No. He should have shown us the drawbacks of the division of labor in general, of the division of labor as a category. Besides, why stress this part of M. Proudhon's work, since a little later we shall see him formally retract all these alleged developments?

"The first effect of fractional labor," continues M. Proudhon, "after the depravation of the soul, is the pro- longation of the shifts, which grow in inverse ratio to the sum total of intelligence expended.... But as the length of the shifts cannot exceed 16 to 18 hours per day, the moment the compensation cannot be taken out of the time, it will be taken out of the price, and the wages will diminish.... What is certain, and the only thing for us to note, is that the universal conscience does not assess at the same rate the work of a foreman and the labor of a mechanic's assist-ant. It is therefore necessary to reduce the price of the day's work; so that the worker, after having been afflicted in his soul by a degrading function, cannot escape being struck in his body by the meagreness of his remuneration."[I 97-98]

We pass over the logical value of these syllogisms, which Kant would call paralogisms which lead astray.

This is the substance of it:

The division of labor reduces the worker to a degrading function;to this degrading function corresponds a depraved soul; to the depravation of the soul is befitting an ever-increasing wage reduction. And to prove that this reduction is befitting to a depraved soul, M. Proudhon says, to relieve his conscience, that the universal conscience wills it thus.

Is M. Proudhon's soul to be reckoned as a part of the universal conscience?

Machinery is, for M. Proudhon, "the logical antithesis of the division of labor", and with the help of his dialectics, he begins by transforming machinery into the workshop.

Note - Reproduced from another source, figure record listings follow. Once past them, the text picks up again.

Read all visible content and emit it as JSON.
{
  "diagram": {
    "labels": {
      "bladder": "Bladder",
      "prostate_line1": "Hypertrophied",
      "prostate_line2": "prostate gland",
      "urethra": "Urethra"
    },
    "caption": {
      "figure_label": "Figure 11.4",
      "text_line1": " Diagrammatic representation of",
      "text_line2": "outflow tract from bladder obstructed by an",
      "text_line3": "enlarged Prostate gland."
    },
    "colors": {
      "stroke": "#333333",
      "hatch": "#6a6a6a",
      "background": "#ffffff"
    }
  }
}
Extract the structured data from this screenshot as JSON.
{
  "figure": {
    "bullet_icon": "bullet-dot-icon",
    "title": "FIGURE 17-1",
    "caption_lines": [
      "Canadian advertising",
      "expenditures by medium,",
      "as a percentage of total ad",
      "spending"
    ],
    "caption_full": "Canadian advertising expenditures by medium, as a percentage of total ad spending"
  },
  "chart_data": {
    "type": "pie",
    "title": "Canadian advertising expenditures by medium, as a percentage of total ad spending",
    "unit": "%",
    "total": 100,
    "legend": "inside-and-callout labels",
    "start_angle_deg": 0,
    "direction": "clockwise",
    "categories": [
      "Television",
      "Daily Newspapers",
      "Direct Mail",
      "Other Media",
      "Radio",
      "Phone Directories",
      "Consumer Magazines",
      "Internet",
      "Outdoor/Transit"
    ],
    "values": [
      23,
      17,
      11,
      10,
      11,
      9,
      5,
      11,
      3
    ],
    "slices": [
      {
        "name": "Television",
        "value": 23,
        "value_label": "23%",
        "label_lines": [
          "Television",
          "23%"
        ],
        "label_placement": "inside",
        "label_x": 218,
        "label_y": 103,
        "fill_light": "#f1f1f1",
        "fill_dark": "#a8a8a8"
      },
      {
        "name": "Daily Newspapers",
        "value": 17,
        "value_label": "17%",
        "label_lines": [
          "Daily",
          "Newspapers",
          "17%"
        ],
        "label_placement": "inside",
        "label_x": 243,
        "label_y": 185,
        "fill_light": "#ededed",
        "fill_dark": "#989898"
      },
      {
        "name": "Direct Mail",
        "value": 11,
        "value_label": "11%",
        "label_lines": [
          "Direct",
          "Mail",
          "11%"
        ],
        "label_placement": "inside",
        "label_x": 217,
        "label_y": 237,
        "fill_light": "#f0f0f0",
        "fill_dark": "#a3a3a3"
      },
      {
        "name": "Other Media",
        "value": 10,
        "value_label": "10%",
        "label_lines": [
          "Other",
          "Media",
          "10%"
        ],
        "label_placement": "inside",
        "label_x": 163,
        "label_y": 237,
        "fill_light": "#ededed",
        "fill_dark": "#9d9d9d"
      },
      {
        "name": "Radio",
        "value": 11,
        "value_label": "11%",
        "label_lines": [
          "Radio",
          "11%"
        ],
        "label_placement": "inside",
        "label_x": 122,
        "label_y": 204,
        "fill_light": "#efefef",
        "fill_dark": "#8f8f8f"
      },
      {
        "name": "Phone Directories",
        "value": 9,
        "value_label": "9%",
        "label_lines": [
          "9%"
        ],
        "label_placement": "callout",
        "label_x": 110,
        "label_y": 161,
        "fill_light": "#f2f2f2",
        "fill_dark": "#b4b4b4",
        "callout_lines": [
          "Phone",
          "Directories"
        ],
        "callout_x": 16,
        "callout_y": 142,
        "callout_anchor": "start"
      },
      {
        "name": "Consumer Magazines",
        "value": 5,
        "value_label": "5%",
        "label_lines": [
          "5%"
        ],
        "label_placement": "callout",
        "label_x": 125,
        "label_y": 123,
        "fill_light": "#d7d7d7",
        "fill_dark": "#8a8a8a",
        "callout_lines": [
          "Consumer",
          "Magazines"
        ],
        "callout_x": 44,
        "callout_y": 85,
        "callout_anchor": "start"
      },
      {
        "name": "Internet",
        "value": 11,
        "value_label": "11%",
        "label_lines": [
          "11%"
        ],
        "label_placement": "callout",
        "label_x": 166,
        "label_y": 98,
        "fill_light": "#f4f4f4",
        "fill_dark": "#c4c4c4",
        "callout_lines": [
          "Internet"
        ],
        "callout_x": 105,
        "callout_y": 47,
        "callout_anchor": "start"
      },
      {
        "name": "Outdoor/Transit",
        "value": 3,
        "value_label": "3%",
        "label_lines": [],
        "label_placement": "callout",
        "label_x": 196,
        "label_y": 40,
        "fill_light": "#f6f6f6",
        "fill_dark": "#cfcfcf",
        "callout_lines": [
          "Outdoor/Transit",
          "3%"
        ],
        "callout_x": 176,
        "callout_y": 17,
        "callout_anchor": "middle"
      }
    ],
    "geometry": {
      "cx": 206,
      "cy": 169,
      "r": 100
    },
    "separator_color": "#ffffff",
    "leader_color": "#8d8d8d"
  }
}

After presupposing the modern workshop, in order to make poverty the outcome of the division of labor, M. Proudhon presupposes poverty engendered by the division of labor, in order to come to the workshop and be able to represent it as the dialectical negation of that poverty. After striking the worker morally by a degrading function, physically by the meagreness of the wage; after putting the worker under the dependence of the foreman, and debasing his work to the labor of a mechanic's assistant, he lays the blame again on the workshop and the machinery for degrading the worker "by giving him a master", and he completes his abasement by making him "sink from the rank of artisan to that of common laborer". Excellent dialectics!

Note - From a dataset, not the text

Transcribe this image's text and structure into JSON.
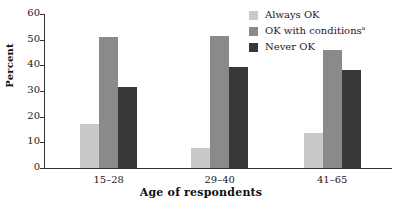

And if he only stopped there! But no, he has to have a new history of the division of labor, not any longer to derive the contradictions from it, but to reconstruct the workshop after his own fashion. To attain this end he finds himself compelled to forget all he has just said about division.

Labor is organized, is divided differently according to the instruments it disposes over. The hand-mill presupposes a different division of labor from the steam-mill. Thus, it is slapping history in the face to want to begin by the division of labor in general, in order to get subsequently to a specific instrument of production, machinery.

Machinery is no more an economic category than the bullock that drags the plough. Machinery is merely a productive force. The modern workshop, which depends on the application of machinery, is a social production relation, an economic category.

Let us see now how things happen in M. Proudhon's brilliant imagination.